Outspoken and ferocious, Lewis spent his entire 17-year career with the Ravens. Out of the gate, he was a force and led the club in tackles his rookie season. In 2000 and 2003 the league named Lewis its Defensive Player of the Year—just the sixth player in history to win the award multiple times.
In addition, he earned 13 trips to the Pro Bowl during his career and was named to the NFL's All Decade (2000s) team.
Lewis's best year arguably came in 2000, when he led the Ravens to a Super Bowl title, and took home the game's MVP honors in the win. Overall it was an astonishing year for the Lewis led Ravens defense. The team registered four shutouts during the season and established league records for fewest rushing yards and fewest points allowed during a 16-game season.
The spiritual leader of the team, Lewis continued to play at an astonishingly high level well into his 30s. But by the 2012 season, his game had started to slow. Shelved for part of the year with triceps injury, and unable to dominate the field like he once had, Lewis announced that he would retire at the end of the season.

The news rallied a Ravens team that had faltered at the end of the regular season and helped steer the franchise to big victories over Peyton Manning's Denver Broncos and Tom Brady's New England Patriots. Lewis played his final football game on February 3, 2013, in New Orleans, Louisiana; in Super Bowl XLVII, the Ravens went head to head against the San Francisco 49ers, and won, 34 to 31. At age 37,

Arrest and Murder Suspicions 
Lewis had finalized his career with a second Super Bowl victory. "How could it end any other way than that?" he said to interviewers after the game, adding, "And now I get to ride into the sunset with my second ring ... Baltimore! Baltimore! We coming home, baby! We did it!"
But for all his big game talent, Lewis's reputation will forever be marred by his connection to a gruesome double murder outside an Atlanta nightclub in the early morning hours of January 31, 2000. Atlanta had played host to Super Bowl XXXIV and the game, which Lewis attended, had concluded just hours before.
The details of what happened that night have never truly been sorted out. What is known is that at some point a fight broke out involving Lewis's entourage that left two young men dead. Lewis, who was fingered in the tragedy, was jailed for 11 days and indicted with two others in the murders.

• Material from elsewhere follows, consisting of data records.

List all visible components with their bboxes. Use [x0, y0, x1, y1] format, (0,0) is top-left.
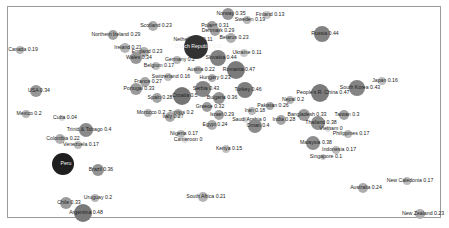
data-point-label: Kenya 0.15 [216, 146, 242, 151]
data-point-label: Singapore 0.1 [310, 154, 342, 159]
data-point-label: Portugal 0.33 [124, 86, 155, 91]
data-point-label: Czech Republic 0.81 [175, 44, 223, 49]
data-point-label: Iran 0.18 [245, 108, 265, 113]
data-point-label: South Africa 0.21 [186, 194, 226, 199]
data-point-label: Northern Ireland 0.29 [91, 32, 140, 37]
data-point-label: Mexico 0.2 [16, 111, 41, 116]
data-point-label: Scotland 0.23 [140, 23, 172, 28]
data-point-label: Belgium 0.17 [144, 63, 174, 68]
data-point-label: Spain 0.28 [148, 95, 173, 100]
data-point-label: Cameroon 0 [174, 137, 203, 142]
data-point-label: Israel 0.29 [210, 112, 234, 117]
data-point-label: Venezuela 0.17 [63, 142, 99, 147]
data-point-label: New Caledonia 0.17 [387, 178, 434, 183]
data-point-label: Belarus 0.23 [219, 35, 248, 40]
data-point-label: Sweden 0.19 [235, 17, 265, 22]
data-point-label: Taiwan 0.3 [335, 112, 360, 117]
data-point-label: Russia 0.44 [311, 31, 338, 36]
data-point-label: Serbia 0.43 [193, 86, 220, 91]
data-point-label: Peru [61, 161, 72, 166]
data-point-label: Argentina 0.48 [69, 210, 103, 215]
data-point-label: New Zealand 0.23 [402, 211, 444, 216]
data-point-label: Japan 0.16 [372, 78, 398, 83]
data-point-label: Egypt 0.24 [203, 122, 228, 127]
data-point-label: Hungary 0.23 [199, 75, 230, 80]
data-point-label: Austria 0.22 [187, 67, 215, 72]
data-point-label: Romania 0.47 [223, 67, 255, 72]
data-point-label: Canada 0.19 [8, 47, 38, 52]
data-point-label: Croatia 0.5 [172, 93, 197, 98]
data-point-label: Cuba 0.04 [53, 115, 77, 120]
data-point-label: Bulgaria 0.36 [207, 95, 238, 100]
data-point-label: Wales 0.34 [126, 55, 152, 60]
data-point-label: Nepal 0.2 [282, 97, 304, 102]
data-point-label: USA 0.34 [28, 88, 50, 93]
data-point-label: Brazil 0.36 [89, 167, 114, 172]
data-point-label: Uruguay 0.2 [84, 195, 112, 200]
data-point-label: Trinid.& Tobago 0.4 [67, 127, 112, 132]
data-point-label: Italy 0.27 [162, 114, 183, 119]
data-point-label: Malaysia 0.38 [300, 140, 332, 145]
data-point-label: Australia 0.24 [350, 185, 382, 190]
data-point-label: Greece 0.32 [196, 104, 225, 109]
data-point-label: People's R. China 0.47 [297, 90, 350, 95]
data-point-label: Turkey 0.46 [234, 87, 261, 92]
data-point-label: Indonesia 0.17 [322, 147, 356, 152]
data-point-label: India 0.28 [273, 117, 296, 122]
data-point-label: Oman 0.4 [247, 123, 270, 128]
data-point-label: Philippines 0.17 [333, 131, 370, 136]
data-point-label: Morocco 0.2 [137, 110, 166, 115]
bubble-chart: Norway 0.35Finland 0.13Sweden 0.19Scotla… [0, 0, 449, 228]
data-point-label: Slovakia 0.44 [205, 55, 236, 60]
data-point-label: Ukraine 0.11 [232, 50, 261, 55]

At the outset of the investigation Lewis lied to police and said he didn't know his two co-defendants. Many felt that Lewis had something to hide but key evidence, including a blood stained white suite that might have linked Lewis to the deaths, was never recovered.

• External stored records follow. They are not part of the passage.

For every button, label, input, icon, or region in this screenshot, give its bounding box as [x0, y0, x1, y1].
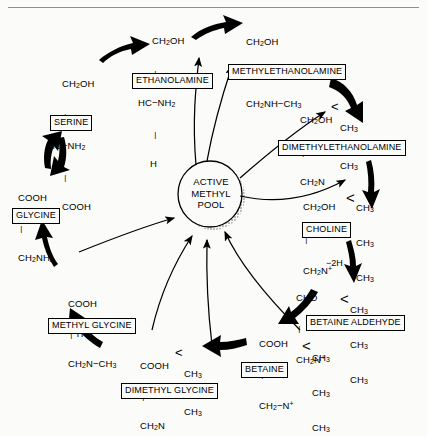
annotation-dehydrogenation: −2H	[326, 258, 343, 268]
methylethanolamine-line1: CH2OH	[246, 37, 301, 50]
ethanolamine-line1: CH2OH	[152, 36, 184, 49]
betaine-aldehyde-branch: CH3 CH3 CH3	[350, 282, 368, 409]
betaine-branch: CH3 CH3 CH3	[312, 330, 330, 436]
choline-r2: CH3	[356, 237, 374, 250]
serine-line3: COOH	[62, 202, 94, 213]
label-ethanolamine: ETHANOLAMINE	[132, 73, 213, 89]
methyl-glycine-line1: COOH	[68, 299, 116, 310]
ethanolamine-line2: HC−NH2	[138, 98, 184, 111]
methylethanolamine-line2: CH2NH−CH3	[246, 99, 301, 112]
glycine-line1: COOH	[18, 193, 54, 204]
dimethylethanolamine-r2: CH3	[340, 160, 358, 174]
ethanolamine-bond2: |	[152, 131, 184, 138]
structure-ethanolamine: CH2OH | HC−NH2 | H	[152, 15, 184, 191]
label-dimethyl-glycine: DIMETHYL GLYCINE	[121, 383, 218, 399]
dimethylethanolamine-r1: CH3	[340, 122, 358, 136]
glycine-bond1: |	[18, 225, 54, 232]
glycine-line2: CH2NH2	[18, 253, 54, 266]
label-dimethylethanolamine: DIMETHYLETHANOLAMINE	[278, 140, 406, 156]
betaine-bracket: <	[302, 338, 311, 353]
serine-line2: HC−NH2	[48, 141, 94, 154]
label-serine: SERINE	[50, 115, 92, 131]
serine-line1: CH2OH	[62, 79, 94, 92]
betaine-r2: CH3	[312, 387, 330, 400]
dimethyl-glycine-line2: CH2N	[140, 421, 169, 434]
betaine-r3: CH3	[312, 422, 330, 435]
betaine-line2: CH2−N+	[259, 399, 294, 414]
dimethyl-glycine-r2: CH3	[184, 406, 202, 420]
dimethyl-glycine-bracket: <	[175, 346, 183, 359]
dimethylethanolamine-bracket: <	[331, 100, 339, 113]
dimethyl-glycine-line1: COOH	[140, 361, 169, 372]
choline-bracket: <	[346, 190, 355, 205]
betaine-aldehyde-r3: CH3	[350, 374, 368, 387]
betaine-r1: CH3	[312, 352, 330, 365]
label-choline: CHOLINE	[302, 222, 351, 238]
structure-glycine: COOH | CH2NH2	[18, 172, 54, 286]
label-betaine-aldehyde: BETAINE ALDEHYDE	[306, 315, 405, 331]
dimethyl-glycine-r1: CH3	[184, 368, 202, 382]
betaine-line1: COOH	[259, 339, 294, 350]
label-methylethanolamine: METHYLETHANOLAMINE	[228, 64, 346, 80]
choline-r1: CH3	[356, 202, 374, 215]
arrow-ethanolamine-methylethanolamine	[191, 15, 243, 40]
betaine-aldehyde-bracket: <	[340, 291, 349, 306]
label-glycine: GLYCINE	[12, 208, 60, 224]
arrow-serine-ethanolamine	[99, 36, 150, 63]
ethanolamine-line3: H	[150, 159, 184, 170]
arrow-betaine-dimethylglycine	[202, 335, 247, 357]
dimethylethanolamine-line1: CH2OH	[300, 115, 332, 128]
choline-line1: CH2OH	[303, 202, 335, 215]
structure-methyl-glycine: COOH | H CH2N−CH3	[68, 278, 116, 392]
active-methyl-pool-text: ACTIVE METHYL POOL	[180, 176, 242, 211]
label-methyl-glycine: METHYL GLYCINE	[48, 318, 136, 334]
structure-serine: CH2OH | HC−NH2 | COOH	[62, 58, 94, 234]
betaine-aldehyde-r2: CH3	[350, 339, 368, 352]
betaine-aldehyde-line1: CHO	[296, 293, 325, 304]
label-betaine: BETAINE	[241, 362, 288, 378]
methyl-glycine-line2: CH2N−CH3	[68, 359, 116, 372]
serine-bond2: |	[62, 174, 94, 181]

In the end, Lewis struck a plea bargain. In return for having the murder and aggravated and assault charges dropped, Lewis plead guilty to one count of obstruction of justice and agreed to testify against his two friends, both of whom were eventually acquitted. Lewis was also sentenced to one year of probation.
While managing to escape the wrath of the law, the NFL showed its displeasure over the situation by fining Lewis $250,000 at the start of the 2000 season.

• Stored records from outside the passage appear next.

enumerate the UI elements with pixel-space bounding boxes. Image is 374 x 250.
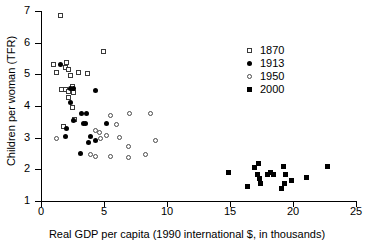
data-point-1870 [70,105,75,110]
data-point-1913 [88,134,93,139]
data-point-1913 [93,88,98,93]
data-point-1950 [108,154,113,159]
data-point-2000 [289,178,294,183]
data-point-2000 [281,164,286,169]
y-tick-2 [35,169,41,170]
data-point-1913 [83,121,88,126]
legend-label: 2000 [260,84,284,95]
data-point-1950 [117,135,122,140]
legend-label: 1950 [260,71,284,82]
marker-glyph [247,61,252,66]
data-point-2000 [258,181,263,186]
data-point-1913 [78,151,83,156]
x-tick-label-0: 0 [26,206,56,217]
legend-marker-filled-circle-icon [243,61,256,66]
data-point-1950 [108,113,113,118]
y-tick-5 [35,74,41,75]
data-point-1950 [126,144,131,149]
legend-item-1870: 1870 [243,44,284,57]
x-tick-label-10: 10 [152,206,182,217]
data-point-2000 [304,175,309,180]
legend-marker-open-circle-icon [243,74,256,79]
legend-marker-open-square-icon [243,48,256,53]
data-point-2000 [279,186,284,191]
marker-glyph [247,74,252,79]
y-axis-title: Children per woman (TFR) [5,6,17,196]
data-point-1913 [104,121,109,126]
legend-marker-filled-square-icon [243,87,256,92]
data-point-1870 [68,73,73,78]
data-point-1870 [51,62,56,67]
y-tick-3 [35,138,41,139]
legend-label: 1913 [260,58,284,69]
x-axis-title: Real GDP per capita (1990 international … [0,228,374,240]
y-tick-6 [35,43,41,44]
data-point-1913 [64,126,69,131]
data-point-1950 [126,155,131,160]
data-point-1870 [66,67,71,72]
data-point-1913 [84,111,89,116]
legend-label: 1870 [260,45,284,56]
y-axis-line [41,11,42,201]
data-point-1950 [148,111,153,116]
data-point-2000 [252,165,257,170]
data-point-1950 [104,133,109,138]
chart-legend: 1870191319502000 [243,44,284,96]
data-point-1870 [85,71,90,76]
data-point-1950 [143,152,148,157]
data-point-1870 [101,49,106,54]
data-point-1870 [54,70,59,75]
x-axis-line [41,201,356,202]
x-tick-label-5: 5 [89,206,119,217]
y-tick-4 [35,106,41,107]
data-point-1870 [71,90,76,95]
data-point-2000 [256,161,261,166]
data-point-1913 [71,118,76,123]
data-point-1870 [58,13,63,18]
x-tick-label-15: 15 [215,206,245,217]
data-point-1950 [153,138,158,143]
marker-glyph [247,48,252,53]
y-tick-label-1: 1 [4,195,30,206]
data-point-1870 [64,60,69,65]
data-point-1950 [98,136,103,141]
data-point-2000 [271,172,276,177]
data-point-1913 [63,134,68,139]
data-point-1913 [86,140,91,145]
data-point-2000 [325,164,330,169]
legend-item-1950: 1950 [243,70,284,83]
data-point-1950 [54,136,59,141]
data-point-1950 [114,122,119,127]
x-tick-label-25: 25 [341,206,371,217]
data-point-2000 [282,181,287,186]
data-point-1950 [127,111,132,116]
x-tick-label-20: 20 [278,206,308,217]
marker-glyph [247,87,252,92]
data-point-1950 [93,154,98,159]
data-point-2000 [226,170,231,175]
data-point-2000 [245,184,250,189]
data-point-2000 [283,172,288,177]
legend-item-2000: 2000 [243,83,284,96]
data-point-1950 [97,130,102,135]
legend-item-1913: 1913 [243,57,284,70]
scatter-chart: 12345670510152025 1870191319502000 Child… [0,0,374,250]
y-tick-7 [35,11,41,12]
data-point-1870 [66,95,71,100]
data-point-1870 [76,70,81,75]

In the years after the murders, Lewis turned his life and image around, helped in no small part by leading the Ravens to a Super Bowl victory just 12 months after his arrest.
Lewis has spoken little about the case. But in a 2010 interview with the Baltimore Sun, he said, "I'm telling you, no day leaves this Earth without me asking God to ease the pain of anybody who was affected by that whole ordeal." he said. "He's a God who tests people—not that he put me in that situation, because he didn't make me go nowhere. I put myself in that situation."

Drug Allegations

In early 2013, Lewis faced accusations that he used deer antler, a controversial dietary supplement banned by the NFL. Deer antler reportedly contains a high concentration of insulin-like growth factor, which, much like the human growth hormone, promotes faster recovery throughout the body.